With all the talk one often hears of Pentecost and the Holy Spirit in Chris­tian circles, this aspect is often lacking, and more and more the emphasis is on healing and wholeness. A lot of suppos­edly Christian talk is sounding more and more like everyday New Age talk. The reason for this is that we have forgotten something enormously important about Pentecost. In the incarnation of the Lord Jesus Christ the Almighty, Holy God came down to earth and lived among us in human flesh. At Pentecost, it was not just some being called the Holy Spirit who came down. It was the Almighty, Holy God who came down to earth to live with­in us and within his Church in the Per­son of His Holy Spirit. Because we have forgotten that and no longer stand in awe of the holy God who dwells among us (as much as we might sing it), the Church looks less like the Church and more like the world, and its message sounds less like the Church's message and more like an inspirational pep-talk, even a sales conference.

This is well brought out in the follow­ing paragraph I read some time ago from David Wells' book, God in the Waste­land;

The church's awareness that it be­longs to God at once mentally, morally, and spiritually, is dependent on an awareness that God stands outside the currents of moder­nity and, in important ways, over against them. The fact that he is holy means there is an otherness to him. In the context of modernity, this mor­al otherness has been converted into a relatedness that is wholly compatible with the morality of modernity. That is to say, the church's identity vanishes where transcendence melts into imma­nence. Or, we might also say that it disappears where theocentric faith (i.e., faith centred on God as an objective reality) becomes anthropocentric faith (i.e., faith centred on therapeutic interest in the self) ... Where this happens, God be­comes merely a convenient means by which to satisfy the self. He becomes too small to sustain a moral and spiritu­al enterprise as demanding and as large as the church. He becomes too small to sustain faith in a world where the nor­mative beliefs are overwhelmingly erro­neous, to sustain goodness in a world that overwhelmingly champions bad­ness, to sustain life in a world where death is inescapable. Where this hap­pens, the church no longer belongs to God in anything other than name.

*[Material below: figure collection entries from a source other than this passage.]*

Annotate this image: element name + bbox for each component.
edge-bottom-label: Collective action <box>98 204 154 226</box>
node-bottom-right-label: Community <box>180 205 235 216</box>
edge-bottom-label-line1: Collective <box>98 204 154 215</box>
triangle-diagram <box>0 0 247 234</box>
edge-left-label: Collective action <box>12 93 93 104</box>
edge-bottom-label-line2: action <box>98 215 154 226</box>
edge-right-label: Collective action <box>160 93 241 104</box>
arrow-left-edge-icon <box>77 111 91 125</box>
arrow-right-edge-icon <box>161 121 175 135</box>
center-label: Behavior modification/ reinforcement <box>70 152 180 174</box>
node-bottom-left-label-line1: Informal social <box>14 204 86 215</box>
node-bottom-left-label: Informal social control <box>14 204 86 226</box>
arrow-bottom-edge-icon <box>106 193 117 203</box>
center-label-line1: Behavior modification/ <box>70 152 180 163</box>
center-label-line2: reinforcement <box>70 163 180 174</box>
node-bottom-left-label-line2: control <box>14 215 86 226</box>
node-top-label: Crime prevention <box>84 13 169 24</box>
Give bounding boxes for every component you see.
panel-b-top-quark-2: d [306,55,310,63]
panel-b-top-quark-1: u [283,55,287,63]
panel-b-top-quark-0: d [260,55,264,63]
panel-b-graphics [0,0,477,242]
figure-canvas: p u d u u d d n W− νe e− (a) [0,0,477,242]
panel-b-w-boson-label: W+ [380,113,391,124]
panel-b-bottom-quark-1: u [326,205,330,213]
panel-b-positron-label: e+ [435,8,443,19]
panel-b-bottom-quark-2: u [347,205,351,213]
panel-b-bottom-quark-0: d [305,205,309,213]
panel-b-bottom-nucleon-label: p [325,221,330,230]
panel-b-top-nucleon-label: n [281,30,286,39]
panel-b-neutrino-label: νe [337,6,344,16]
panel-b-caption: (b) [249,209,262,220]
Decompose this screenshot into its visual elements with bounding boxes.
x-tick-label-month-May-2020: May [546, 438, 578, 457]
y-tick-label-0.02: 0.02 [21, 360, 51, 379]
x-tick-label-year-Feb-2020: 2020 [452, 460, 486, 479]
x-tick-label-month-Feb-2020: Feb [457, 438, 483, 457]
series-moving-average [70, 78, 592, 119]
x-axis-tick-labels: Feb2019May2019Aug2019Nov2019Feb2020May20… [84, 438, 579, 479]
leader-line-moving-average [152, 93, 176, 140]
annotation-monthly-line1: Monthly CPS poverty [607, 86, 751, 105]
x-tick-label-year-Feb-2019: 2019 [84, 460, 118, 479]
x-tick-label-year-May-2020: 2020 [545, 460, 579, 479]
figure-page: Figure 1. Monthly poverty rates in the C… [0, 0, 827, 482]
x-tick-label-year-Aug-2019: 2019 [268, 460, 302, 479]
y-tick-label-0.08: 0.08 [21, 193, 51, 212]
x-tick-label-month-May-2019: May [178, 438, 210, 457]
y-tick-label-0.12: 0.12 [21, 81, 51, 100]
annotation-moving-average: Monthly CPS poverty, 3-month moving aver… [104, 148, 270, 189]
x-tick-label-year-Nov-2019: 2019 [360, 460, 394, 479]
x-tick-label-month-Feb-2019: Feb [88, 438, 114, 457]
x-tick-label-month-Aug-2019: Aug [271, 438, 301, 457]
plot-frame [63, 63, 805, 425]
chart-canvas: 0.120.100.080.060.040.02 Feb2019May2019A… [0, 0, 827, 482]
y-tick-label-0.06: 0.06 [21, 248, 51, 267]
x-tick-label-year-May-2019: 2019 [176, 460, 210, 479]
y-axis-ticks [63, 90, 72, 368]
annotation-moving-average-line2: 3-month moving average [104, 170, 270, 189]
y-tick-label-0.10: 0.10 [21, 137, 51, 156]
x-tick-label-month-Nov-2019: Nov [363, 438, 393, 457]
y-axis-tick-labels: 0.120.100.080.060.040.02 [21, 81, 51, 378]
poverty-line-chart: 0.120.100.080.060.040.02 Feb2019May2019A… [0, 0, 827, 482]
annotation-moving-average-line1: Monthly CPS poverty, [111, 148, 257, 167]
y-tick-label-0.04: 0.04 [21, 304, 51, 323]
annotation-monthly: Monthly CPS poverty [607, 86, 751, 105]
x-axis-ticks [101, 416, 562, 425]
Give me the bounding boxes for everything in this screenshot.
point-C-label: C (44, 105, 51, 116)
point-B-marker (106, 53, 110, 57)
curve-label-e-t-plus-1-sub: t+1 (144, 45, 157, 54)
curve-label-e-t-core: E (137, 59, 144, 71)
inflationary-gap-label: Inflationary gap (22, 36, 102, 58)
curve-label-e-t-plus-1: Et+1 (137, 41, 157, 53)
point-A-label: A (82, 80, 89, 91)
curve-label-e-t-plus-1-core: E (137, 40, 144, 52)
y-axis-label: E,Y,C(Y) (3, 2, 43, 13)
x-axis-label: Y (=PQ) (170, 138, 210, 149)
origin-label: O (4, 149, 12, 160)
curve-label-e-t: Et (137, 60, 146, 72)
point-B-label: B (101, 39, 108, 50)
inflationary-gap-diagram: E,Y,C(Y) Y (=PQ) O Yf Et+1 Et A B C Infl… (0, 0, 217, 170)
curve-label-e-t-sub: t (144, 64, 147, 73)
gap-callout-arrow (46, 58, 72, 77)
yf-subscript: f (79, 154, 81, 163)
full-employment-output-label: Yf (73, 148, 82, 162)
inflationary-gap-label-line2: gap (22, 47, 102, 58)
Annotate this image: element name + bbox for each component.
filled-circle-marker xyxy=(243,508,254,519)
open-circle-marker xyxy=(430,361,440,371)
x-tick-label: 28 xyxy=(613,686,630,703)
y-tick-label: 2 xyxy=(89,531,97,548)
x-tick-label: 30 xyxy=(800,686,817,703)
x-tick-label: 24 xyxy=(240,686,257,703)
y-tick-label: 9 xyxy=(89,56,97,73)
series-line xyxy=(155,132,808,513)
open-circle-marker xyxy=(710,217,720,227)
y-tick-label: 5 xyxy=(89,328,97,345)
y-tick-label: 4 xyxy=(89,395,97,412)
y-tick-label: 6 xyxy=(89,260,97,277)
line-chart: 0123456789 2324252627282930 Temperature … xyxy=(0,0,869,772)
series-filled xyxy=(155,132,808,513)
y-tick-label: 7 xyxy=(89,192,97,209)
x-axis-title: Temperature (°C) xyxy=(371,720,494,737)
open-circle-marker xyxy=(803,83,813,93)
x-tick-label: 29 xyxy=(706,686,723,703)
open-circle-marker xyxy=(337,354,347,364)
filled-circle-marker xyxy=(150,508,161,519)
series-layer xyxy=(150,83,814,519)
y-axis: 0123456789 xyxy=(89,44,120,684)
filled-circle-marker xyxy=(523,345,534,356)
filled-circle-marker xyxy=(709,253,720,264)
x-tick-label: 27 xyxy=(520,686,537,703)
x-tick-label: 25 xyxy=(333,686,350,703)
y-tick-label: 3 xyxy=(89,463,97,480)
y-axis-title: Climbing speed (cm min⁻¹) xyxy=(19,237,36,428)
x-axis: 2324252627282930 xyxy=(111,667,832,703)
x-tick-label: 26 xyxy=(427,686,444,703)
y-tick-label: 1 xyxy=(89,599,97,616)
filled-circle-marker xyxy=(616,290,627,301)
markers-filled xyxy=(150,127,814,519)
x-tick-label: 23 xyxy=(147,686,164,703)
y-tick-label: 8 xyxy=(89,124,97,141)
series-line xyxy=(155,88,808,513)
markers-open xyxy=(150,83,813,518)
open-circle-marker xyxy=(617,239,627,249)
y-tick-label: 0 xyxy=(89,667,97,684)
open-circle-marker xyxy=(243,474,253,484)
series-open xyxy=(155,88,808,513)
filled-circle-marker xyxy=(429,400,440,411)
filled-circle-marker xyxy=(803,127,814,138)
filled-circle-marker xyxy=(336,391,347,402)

Of course, in grace, God is for us. But that does not mean that in Himself God is for us. Even less does it mean that we also are to be for us. We are to do all things to his glory.

Is not Wells right when he says that the faith of the church in today's world is not centred upon God as the enormous overwhelming reality of the universe? Where do we hear that He simply is and let all the earth stand silent before him? Is he not right when he says that the faith of the modern church is "centred on the therapeutic interest in the self"? Is he not therefore right when he says that if that is true, "the church no longer belongs to God in anything other than name?" He is right, and that is why so much of the Church today lives as though it belongs to the self. That has happened because the Church has heard that Je­sus said, "Behold, I will send you anoth­er Comforter," and forgotten that that Comforter is "the great power of God". This Pentecost, let us not forget that it was the Almighty God, in whom we live and move and have our being, the Holy God, who is light and in him is no dark­ness at all and into whose hands to fall is a fearful thing, who came down in the Person of the Holy Spirit.